Scott Guthrie at North Dallas .NET User Group

Scott did an awesome job last night at the North Dallas .NET User Group. He started with a great Tips & Tricks talk and finished with a talk on LINQ.

The Tips & Tricks were great, lots of little cool features that are in .NET but most people don’t know about as well as some sweet new AJAX functionality and controls. He then went into LINQ and I think everyone’s jaws hit the floor (including mine). LINQ is probably going to be the most revolutionary new developer technology to come out of Microsoft since .NET. It’s simple and its data source independent, for example you could write a LINQ statement that combined XML and SQL Server data together in a join. Wickedly cool stuff — although I still think the select statement needs to be first, instead of last, in the statement definition.

Scott said he would post his slides to his blog, so stay tuned – and thanks for coming to Dallas, Scott!

Way too many cats

Yes, another cat is out of the bag.

Shane shares some details on JobBurner.com. We partnered up with Shane in a similar way to what we did with CodeSmith Tools.

Unfortunately JobBurner.com is just a teaser site right now, sounds familiar, right? We'll be sharing more details on JobBurner soon…

We're actually getting a lot of feedback from entreprenurial minded software developers and later this spring we're going to roll out something we call "Funding Fridays". Once a month we'll take submissions from people that have ideas for software products, our team will review the ideas and when appropriate pick an idea to help fund. More on that later, but if you're interested now don't hesitate to drop me an email.

Which is more difficult?

Somewhat of a continuation of this thought, but really which is more difficult: building scalable well designed software or writing simple, easy to use software?

My answer: Building software that is simple and easy to use it much more difficult than building scalable well designed software.

Building scalable well designed software really isn't that hard any more. A lot of the important things that you had to do or know (like C++) really isn't a factor any more. The base technology has improved so much that even poorly written code on top of a great platform (like .NET) can perform exceptionally well or can iteratively be addressed as problems show up. Furthermore, at least as it related to public web applications, the number of exceptionally high traffic sites (>250mm impressions/mo) is relatively small.

It seems there are 2 ways software gets written and marketed: inside-out development which places the emphasis on the technology, for example describing itself as follows, "…Implements Microsoft Enterprise Library…", "…uses AJAX everywhere…", and "…abstract data access APIs…". This is contrasted against outside-in development which places emphasis on the problems the software solves, using descriptions such as. "…simple to use, get started in less than 5 minutes…", "…intuitive screens with simple step-by-step wizards…", and "…works with your existing data…".

Building simple and easy to use software is hard because is forces you to make choices. Instead of adding features and making that the selling point (quantity of what the software can do) you instead focus on writing features that solve the problem in the simplest possible way. It sounds like it should be simple, but it's really not.

We've applied this line of thinking to our newest product that we're rolling out on November 7th, blogmailr.com, as well as several other new products we'll roll out in 2007.

ComponentArt starts blogging

ComponentArt has a blog, Miljan announced it here, and it's built on Community Server v2.1.

Community Server uses ComponentArt Web.UI controls for a lot of the more advanced grids and AJAX enabled features. This should be a great way for ComponentArt customer's to get an even deeper understanding and insight into the plans of ComponentArt — I know they are doing some really cool and cutting edge stuff for .NET developers and can't wait to read about it on their blog.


Count the lines below that hold "dimension". Give the number without comment.

■ TASK DATA:
▶
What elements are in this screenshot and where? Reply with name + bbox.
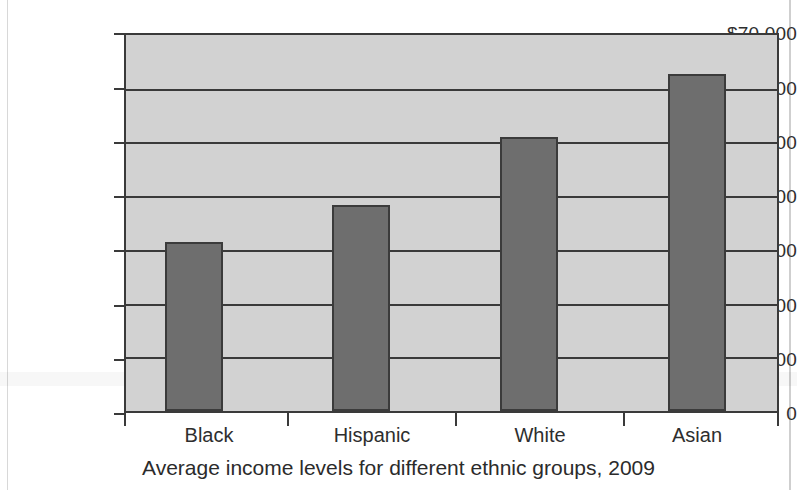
- x-tick-label-asian: Asian: [622, 423, 772, 447]
- page-edge-left: [7, 0, 8, 490]
- x-tick-label-black: Black: [134, 423, 284, 447]
- bar-black: [165, 242, 223, 411]
- x-tick-mark: [124, 413, 126, 426]
- plot-area: [124, 33, 779, 413]
- bar-hispanic: [332, 205, 390, 411]
- x-tick-label-hispanic: Hispanic: [297, 423, 447, 447]
- bar-white: [500, 137, 558, 411]
- x-tick-mark: [455, 413, 457, 426]
- x-tick-mark: [777, 413, 779, 426]
- income-bar-chart-figure: $70 000 $60 000 $50 000 $40 000 $30 000 …: [0, 0, 797, 490]
- x-tick-mark: [287, 413, 289, 426]
- bar-asian: [668, 74, 726, 411]
- x-tick-label-white: White: [465, 423, 615, 447]
- chart-caption: Average income levels for different ethn…: [0, 455, 797, 481]
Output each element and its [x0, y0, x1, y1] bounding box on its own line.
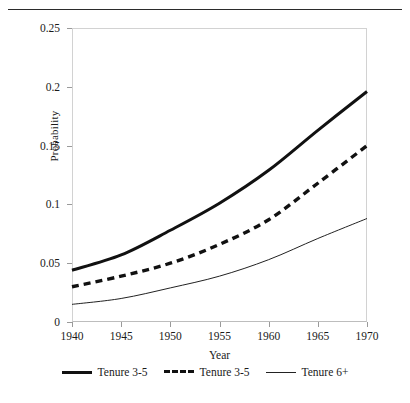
x-tick-label: 1965 [290, 330, 346, 342]
series-line-2 [72, 146, 367, 287]
legend-item: Tenure 6+ [266, 366, 349, 378]
x-tick-label: 1950 [142, 330, 198, 342]
x-tick-label: 1955 [192, 330, 248, 342]
plot-lines [72, 28, 367, 322]
x-tick-label: 1940 [44, 330, 100, 342]
x-tick-label: 1945 [93, 330, 149, 342]
legend-item: Tenure 3-5 [164, 366, 250, 378]
x-tick-mark [367, 322, 368, 327]
legend-label: Tenure 3-5 [200, 366, 250, 378]
legend-swatch-icon [164, 369, 194, 375]
x-tick-mark [269, 322, 270, 327]
y-tick-label: 0.25 [14, 22, 60, 34]
y-axis-title: Probability [44, 76, 60, 196]
y-tick-mark [67, 87, 72, 88]
y-tick-mark [67, 204, 72, 205]
header-rule [8, 9, 402, 10]
x-tick-label: 1970 [339, 330, 395, 342]
y-axis-title-text: Probability [48, 110, 60, 161]
x-axis-title: Year [72, 349, 367, 361]
y-tick-mark [67, 263, 72, 264]
series-line-1 [72, 92, 367, 271]
x-tick-mark [72, 322, 73, 327]
legend-swatch-icon [266, 369, 296, 375]
legend-item: Tenure 3-5 [62, 366, 148, 378]
y-tick-mark [67, 28, 72, 29]
legend-label: Tenure 6+ [302, 366, 349, 378]
chart-figure: 00.050.10.150.20.25 19401945195019551960… [0, 0, 410, 403]
chart-legend: Tenure 3-5Tenure 3-5Tenure 6+ [0, 366, 410, 378]
x-tick-mark [318, 322, 319, 327]
y-tick-label: 0 [14, 316, 60, 328]
legend-label: Tenure 3-5 [98, 366, 148, 378]
y-tick-mark [67, 146, 72, 147]
y-tick-label: 0.05 [14, 257, 60, 269]
x-tick-mark [170, 322, 171, 327]
x-tick-mark [121, 322, 122, 327]
x-tick-label: 1960 [241, 330, 297, 342]
y-tick-label: 0.1 [14, 198, 60, 210]
series-line-3 [72, 219, 367, 305]
x-tick-mark [220, 322, 221, 327]
legend-swatch-icon [62, 369, 92, 375]
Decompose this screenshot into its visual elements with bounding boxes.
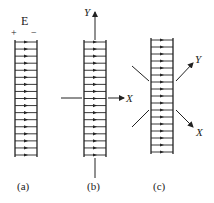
y-axis-arrow-c — [176, 63, 193, 81]
field-lines-b — [84, 40, 106, 156]
field-diagram-figure: E + − (a) Y X (b) — [0, 0, 214, 203]
panel-c: Y X (c) — [132, 38, 204, 193]
x-axis-label-b: X — [125, 92, 134, 104]
x-axis-label-c: X — [195, 126, 204, 138]
panel-b: Y X (b) — [61, 6, 134, 193]
y-axis-tail-c — [132, 66, 149, 81]
minus-sign: − — [31, 27, 37, 38]
plus-sign: + — [11, 27, 17, 38]
caption-b: (b) — [87, 180, 100, 193]
x-axis-tail-c — [132, 110, 149, 127]
y-axis-label-b: Y — [84, 6, 92, 18]
y-axis-label-c: Y — [195, 53, 203, 65]
field-label-e: E — [21, 14, 28, 28]
caption-a: (a) — [17, 180, 30, 193]
panel-a: E + − (a) — [11, 14, 37, 193]
caption-c: (c) — [153, 180, 166, 193]
field-lines-a — [15, 40, 37, 156]
field-lines-c — [151, 38, 173, 153]
x-axis-arrow-c — [176, 110, 193, 127]
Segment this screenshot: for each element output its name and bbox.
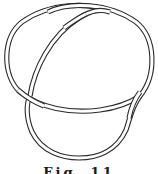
knot-strand-right-lobe	[27, 5, 152, 158]
figure-caption: Fig. 11	[0, 166, 158, 174]
crossing-right-over	[129, 92, 140, 118]
crossing-top-over	[64, 14, 86, 28]
trefoil-knot-figure: Fig. 11	[0, 0, 158, 174]
trefoil-knot-diagram	[0, 0, 158, 174]
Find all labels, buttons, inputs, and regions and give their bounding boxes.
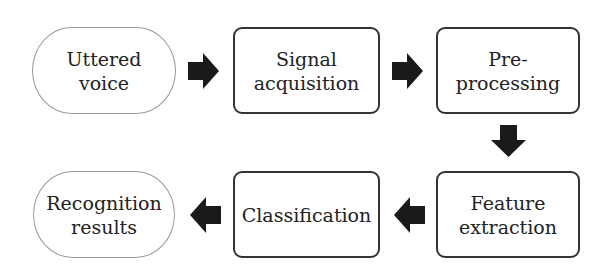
node-classification: Classification: [233, 171, 380, 258]
arrow-right-icon: [392, 53, 423, 89]
arrow-left-icon: [394, 197, 425, 233]
node-pre-processing: Pre- processing: [436, 27, 580, 114]
arrow-down-icon: [491, 125, 526, 157]
node-label: Signal acquisition: [254, 47, 360, 95]
arrow-right-icon: [188, 53, 219, 89]
node-recognition-results: Recognition results: [33, 171, 175, 258]
node-label: Pre- processing: [456, 47, 561, 95]
arrow-left-icon: [190, 197, 221, 233]
node-uttered-voice: Uttered voice: [32, 27, 176, 114]
node-label: Feature extraction: [459, 191, 557, 239]
node-feature-extraction: Feature extraction: [436, 171, 580, 258]
node-label: Uttered voice: [66, 47, 141, 95]
node-label: Recognition results: [46, 191, 162, 239]
node-label: Classification: [242, 203, 372, 227]
node-signal-acquisition: Signal acquisition: [233, 27, 380, 114]
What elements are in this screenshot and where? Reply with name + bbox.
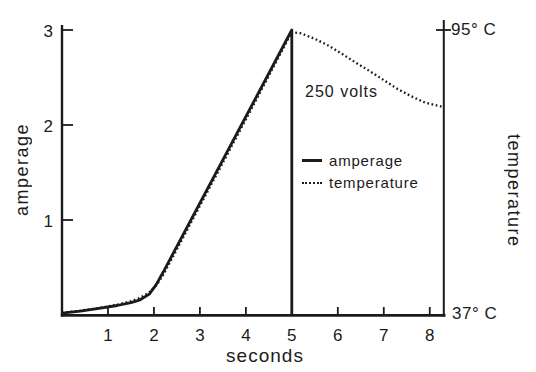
y-tick-label: 3 bbox=[44, 22, 53, 41]
legend-item-temperature: temperature bbox=[302, 174, 419, 191]
right-axis-title: temperature bbox=[496, 98, 530, 283]
series-amperage bbox=[62, 30, 292, 315]
dotted-line-sample bbox=[302, 182, 322, 184]
legend-label: temperature bbox=[329, 174, 419, 191]
x-tick-label: 2 bbox=[149, 326, 158, 345]
x-tick-label: 5 bbox=[287, 326, 296, 345]
x-tick-label: 3 bbox=[195, 326, 204, 345]
solid-line-sample bbox=[302, 159, 322, 162]
x-axis-title: seconds bbox=[218, 345, 312, 367]
legend-label: amperage bbox=[329, 152, 403, 169]
legend-item-amperage: amperage bbox=[302, 152, 419, 169]
x-tick-label: 6 bbox=[333, 326, 342, 345]
x-tick-label: 7 bbox=[379, 326, 388, 345]
x-tick-label: 1 bbox=[103, 326, 112, 345]
legend: amperage temperature bbox=[302, 152, 419, 191]
y-tick-label: 1 bbox=[44, 212, 53, 231]
x-tick-label: 8 bbox=[425, 326, 434, 345]
right-axis-bottom-label: 37° C bbox=[452, 304, 497, 324]
y-tick-label: 2 bbox=[44, 117, 53, 136]
right-axis-top-label: 95° C bbox=[451, 20, 496, 40]
x-tick-label: 4 bbox=[241, 326, 250, 345]
voltage-annotation: 250 volts bbox=[305, 83, 378, 101]
left-axis-title: amperage bbox=[4, 104, 40, 234]
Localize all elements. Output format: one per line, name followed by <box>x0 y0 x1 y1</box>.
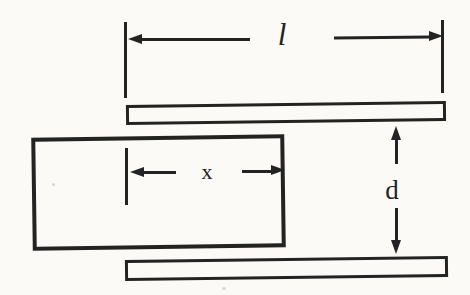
top-plate <box>126 101 446 125</box>
overlap-arrow-right-shaft <box>242 170 273 173</box>
length-arrow-left-shaft <box>140 38 250 41</box>
bottom-plate <box>125 256 448 281</box>
overlap-arrow-right-icon <box>271 165 285 175</box>
gap-label: d <box>379 177 405 204</box>
capacitor-dielectric-diagram: l x d <box>0 0 470 295</box>
length-label: l <box>268 19 296 50</box>
overlap-dimension-tick <box>125 148 128 205</box>
length-arrow-right-icon <box>429 31 443 41</box>
length-dimension-left-tick <box>124 22 127 98</box>
length-arrow-right-shaft <box>334 35 431 39</box>
gap-arrow-down-shaft <box>395 208 398 241</box>
overlap-arrow-left-shaft <box>142 171 176 174</box>
gap-arrow-up-icon <box>391 126 401 140</box>
scan-speck <box>52 183 55 186</box>
overlap-label: x <box>194 161 220 183</box>
gap-arrow-up-shaft <box>395 139 398 164</box>
gap-arrow-down-icon <box>391 240 401 254</box>
dielectric-slab <box>31 134 286 251</box>
scan-speck <box>222 287 226 290</box>
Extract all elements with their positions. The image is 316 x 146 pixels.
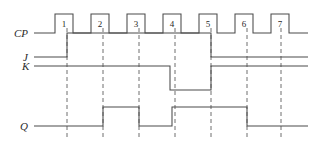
pulse-number-2: 2 xyxy=(98,19,103,29)
waveforms-group xyxy=(34,14,308,126)
signal-labels-group: CP J K Q xyxy=(14,27,30,132)
pulse-number-3: 3 xyxy=(134,19,139,29)
signal-label-q: Q xyxy=(20,120,28,132)
waveform-j xyxy=(34,33,308,57)
waveform-q xyxy=(34,107,308,126)
signal-label-cp: CP xyxy=(14,27,28,39)
pulse-number-1: 1 xyxy=(62,19,67,29)
pulse-number-6: 6 xyxy=(242,19,247,29)
jk-flipflop-timing-diagram: CP J K Q 1 2 3 4 5 6 7 xyxy=(0,0,316,146)
pulse-number-4: 4 xyxy=(170,19,175,29)
gridlines-group xyxy=(67,28,281,140)
pulse-number-5: 5 xyxy=(206,19,211,29)
pulse-number-7: 7 xyxy=(278,19,283,29)
pulse-numbers-group: 1 2 3 4 5 6 7 xyxy=(62,19,283,29)
timing-diagram-canvas: CP J K Q 1 2 3 4 5 6 7 xyxy=(0,0,316,146)
waveform-k xyxy=(34,66,308,90)
signal-label-k: K xyxy=(21,60,30,72)
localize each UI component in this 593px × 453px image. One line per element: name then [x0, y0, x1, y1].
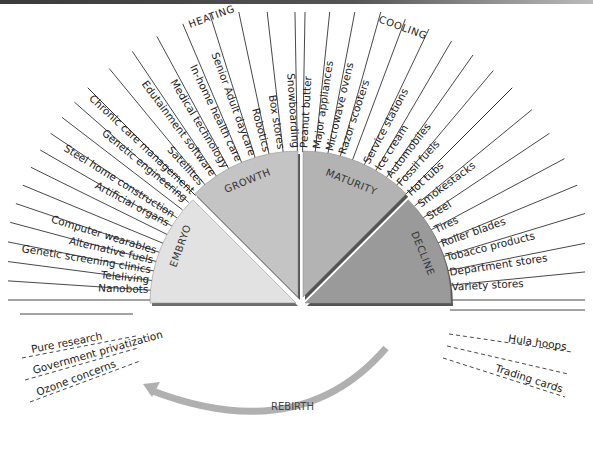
decline-item: Variety stores	[451, 277, 524, 293]
rebirth-left-items: Pure researchGovernment privatizationOzo…	[22, 328, 164, 402]
rebirth-label: REBIRTH	[271, 401, 314, 412]
rebirth-right-items: Hula hoopsTrading cards	[443, 332, 572, 397]
cooling-label: COOLING	[377, 14, 428, 42]
rebirth-section: REBIRTH	[143, 348, 386, 412]
rebirth-arrow-icon	[150, 348, 386, 411]
rebirth-right-item: Hula hoops	[508, 332, 568, 352]
life-cycle-diagram: EMBRYOGROWTHMATURITYDECLINENanobotsTelel…	[0, 0, 593, 453]
heating-label: HEATING	[187, 3, 236, 30]
rebirth-right-item: Trading cards	[493, 361, 565, 394]
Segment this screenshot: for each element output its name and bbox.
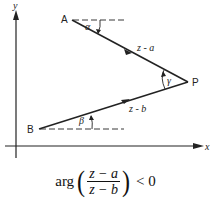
formula-numerator: z − a xyxy=(87,166,120,181)
y-axis-label: y xyxy=(12,0,18,11)
angle-gamma-label: γ xyxy=(167,75,172,86)
formula-denominator: z − b xyxy=(87,182,120,197)
angle-alpha-label: α xyxy=(85,21,91,32)
angle-beta: β xyxy=(78,115,94,129)
vector-z-minus-b: z - b xyxy=(39,82,188,129)
x-axis: x xyxy=(5,141,210,152)
formula-open-paren: ( xyxy=(77,166,85,196)
y-axis-arrow-icon xyxy=(13,10,19,20)
arg-inequality-formula: arg ( z − a z − b ) < 0 xyxy=(0,162,211,200)
complex-plane-diagram: y x z - a z - b α β γ A B P xyxy=(0,0,211,162)
angle-beta-label: β xyxy=(78,115,84,126)
x-axis-label: x xyxy=(204,141,210,152)
formula-fraction: z − a z − b xyxy=(87,166,120,197)
beta-arrow-icon xyxy=(89,115,94,120)
x-axis-arrow-icon xyxy=(193,143,204,149)
gamma-arrow-icon xyxy=(161,71,166,77)
formula-function: arg xyxy=(55,173,74,190)
point-a-label: A xyxy=(61,14,68,25)
point-p-label: P xyxy=(192,77,199,88)
vector-z-minus-b-label: z - b xyxy=(128,103,146,114)
y-axis: y xyxy=(12,0,19,158)
formula-close-paren: ) xyxy=(122,166,130,196)
point-b-label: B xyxy=(27,124,34,135)
formula-relation: < 0 xyxy=(136,173,156,190)
vector-z-minus-a-label: z - a xyxy=(136,42,154,53)
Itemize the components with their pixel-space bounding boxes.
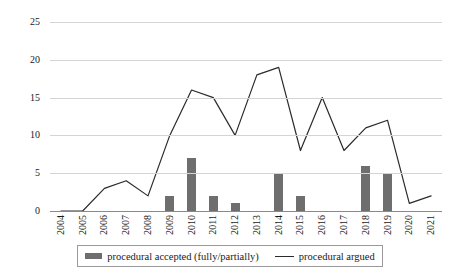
y-axis-tick-label: 5	[35, 168, 40, 178]
x-axis-tick-label: 2008	[143, 215, 153, 235]
y-axis-tick-label: 20	[30, 55, 40, 65]
x-axis-tick-label: 2016	[317, 215, 327, 235]
line-series-layer	[50, 22, 442, 211]
x-axis-tick-label: 2004	[56, 215, 66, 235]
gridline	[50, 98, 442, 99]
legend-item-procedural-accepted: procedural accepted (fully/partially)	[85, 251, 259, 262]
x-axis-tick-label: 2017	[339, 215, 349, 235]
gridline	[50, 60, 442, 61]
legend-label-procedural-accepted: procedural accepted (fully/partially)	[107, 251, 259, 262]
y-axis-tick-label: 25	[30, 17, 40, 27]
gridline	[50, 173, 442, 174]
y-axis-tick-label: 10	[30, 130, 40, 140]
x-axis-tick-label: 2015	[295, 215, 305, 235]
legend-item-procedural-argued: procedural argued	[275, 251, 375, 262]
procedural-argued-line	[61, 67, 431, 211]
x-axis-tick-label: 2006	[99, 215, 109, 235]
x-axis-tick-label: 2007	[121, 215, 131, 235]
x-axis-tick-label: 2013	[252, 215, 262, 235]
x-axis-tick-label: 2009	[165, 215, 175, 235]
x-axis-tick-label: 2011	[208, 215, 218, 235]
line-swatch-icon	[275, 256, 294, 257]
legend-label-procedural-argued: procedural argued	[299, 251, 375, 262]
x-axis-tick-label: 2021	[426, 215, 436, 235]
x-axis-tick-label: 2005	[78, 215, 88, 235]
x-axis-tick-label: 2020	[404, 215, 414, 235]
y-axis-labels: 0510152025	[0, 0, 46, 278]
plot-area	[50, 22, 442, 211]
y-axis-tick-label: 15	[30, 93, 40, 103]
gridline	[50, 22, 442, 23]
x-axis-tick-label: 2018	[361, 215, 371, 235]
chart-container: 0510152025 20042005200620072008200920102…	[0, 0, 459, 278]
x-axis-line	[50, 211, 442, 212]
x-axis-tick-label: 2019	[383, 215, 393, 235]
x-axis-tick-label: 2012	[230, 215, 240, 235]
y-axis-tick-label: 0	[35, 206, 40, 216]
x-axis-tick-label: 2014	[274, 215, 284, 235]
line-series-svg	[50, 22, 442, 211]
bar-swatch-icon	[85, 253, 102, 259]
x-axis-tick-label: 2010	[187, 215, 197, 235]
gridline	[50, 135, 442, 136]
chart-legend: procedural accepted (fully/partially) pr…	[77, 245, 383, 267]
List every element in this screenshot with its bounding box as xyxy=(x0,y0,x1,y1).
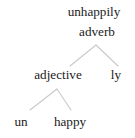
tree-node-ly: ly xyxy=(111,68,121,81)
branch-adjective-split xyxy=(30,89,71,110)
branch-adverb-to-ly xyxy=(96,45,118,66)
branch-adverb-to-adjective xyxy=(70,45,96,66)
tree-node-root-word: unhappily xyxy=(68,5,121,18)
tree-node-happy: happy xyxy=(54,115,86,128)
branch-adverb-split xyxy=(70,45,118,66)
branch-adjective-to-happy xyxy=(57,89,71,110)
branch-adjective-to-un xyxy=(30,89,57,110)
morphology-tree-figure: unhappily adverb adjective ly un happy xyxy=(0,0,135,138)
tree-node-adverb: adverb xyxy=(79,25,115,38)
tree-node-adjective: adjective xyxy=(34,68,82,81)
tree-node-un: un xyxy=(14,115,27,128)
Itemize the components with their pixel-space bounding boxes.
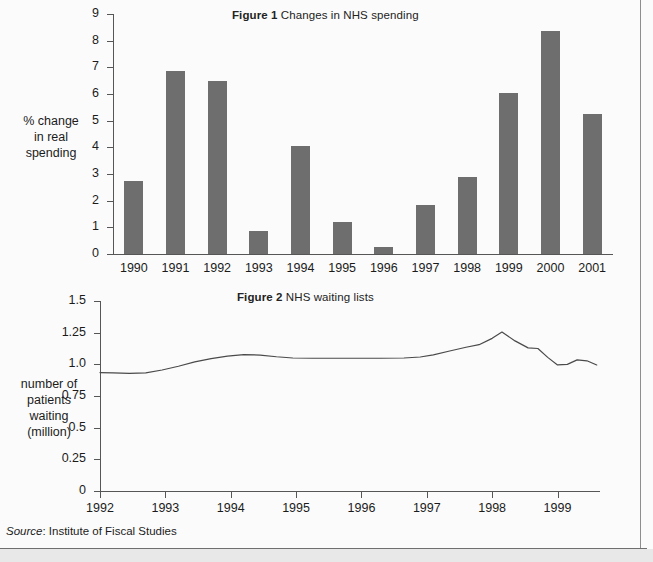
source-note-prefix: Source [6,525,42,537]
figure-1-y-tick-label: 4 [67,139,99,153]
figure-2-x-tick-label: 1997 [402,501,452,515]
figure-1-bar [208,81,227,254]
figure-2-x-tick [165,492,166,498]
figure-1-bar [416,205,435,254]
figure-1-y-tick-label: 3 [67,166,99,180]
figure-2: Figure 2 NHS waiting lists number of pat… [0,282,653,522]
figure-1-bar [333,222,352,254]
figure-2-x-tick [492,492,493,498]
figure-1-y-tick [107,174,113,175]
figure-2-y-tick-label: 0.25 [52,451,86,465]
figure-1-y-axis-line [113,14,114,254]
figure-1-y-tick-label: 0 [67,246,99,260]
figure-2-x-tick-label: 1992 [75,501,125,515]
figure-1-y-tick [107,201,113,202]
figure-2-line-path [100,332,597,373]
figure-1-y-tick [107,121,113,122]
figure-1-y-tick [107,147,113,148]
figure-1-y-tick [107,41,113,42]
figure-1-y-tick-label: 2 [67,193,99,207]
figure-1-bar [541,31,560,254]
figure-2-x-tick-label: 1996 [336,501,386,515]
figure-1-bar [249,231,268,254]
source-note-text: : Institute of Fiscal Studies [42,525,176,537]
figure-1: Figure 1 Changes in NHS spending % chang… [0,0,653,282]
figure-1-y-tick-label: 8 [67,33,99,47]
figure-2-y-tick-label: 1.25 [52,325,86,339]
figure-2-x-tick [558,492,559,498]
figure-2-plot-area: 00.250.50.751.01.251.5199219931994199519… [100,301,600,491]
figure-2-y-tick-label: 0 [52,483,86,497]
figure-2-y-tick-label: 1.0 [52,356,86,370]
figure-2-x-axis-line [100,491,600,492]
page-shadow-bottom [0,549,653,562]
figure-1-bar [458,177,477,254]
figure-1-y-tick [107,227,113,228]
figure-1-x-tick-label: 2001 [567,261,617,275]
figure-2-y-tick-label: 0.75 [52,388,86,402]
figure-1-bar [291,146,310,254]
source-note: Source: Institute of Fiscal Studies [6,525,177,537]
figure-1-bar [124,181,143,254]
figure-2-x-tick [361,492,362,498]
figure-2-x-tick [296,492,297,498]
figure-2-x-tick-label: 1993 [140,501,190,515]
figure-page: Figure 1 Changes in NHS spending % chang… [0,0,653,562]
figure-1-y-tick-label: 5 [67,113,99,127]
figure-1-plot-area: 0123456789199019911992199319941995199619… [113,14,613,254]
figure-2-x-tick-label: 1994 [206,501,256,515]
figure-1-bar [499,93,518,254]
figure-1-x-axis-line [113,254,613,255]
figure-1-y-tick-label: 7 [67,59,99,73]
figure-2-line-series [100,301,600,491]
figure-1-y-tick [107,94,113,95]
figure-1-y-tick-label: 1 [67,219,99,233]
figure-2-x-tick [231,492,232,498]
figure-1-y-tick [107,67,113,68]
figure-1-y-tick-label: 6 [67,86,99,100]
figure-2-x-tick [427,492,428,498]
figure-1-y-tick [107,254,113,255]
figure-1-bar [374,247,393,254]
figure-2-x-tick-label: 1998 [467,501,517,515]
figure-1-y-tick-label: 9 [67,6,99,20]
figure-2-y-tick-label: 0.5 [52,420,86,434]
figure-2-x-tick-label: 1995 [271,501,321,515]
figure-1-bar [166,71,185,254]
figure-1-bar [583,114,602,254]
figure-1-y-tick [107,14,113,15]
figure-2-x-tick-label: 1999 [533,501,583,515]
figure-2-x-tick [100,492,101,498]
figure-2-y-tick-label: 1.5 [52,293,86,307]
◀
■ YOUR RESPONSE:
2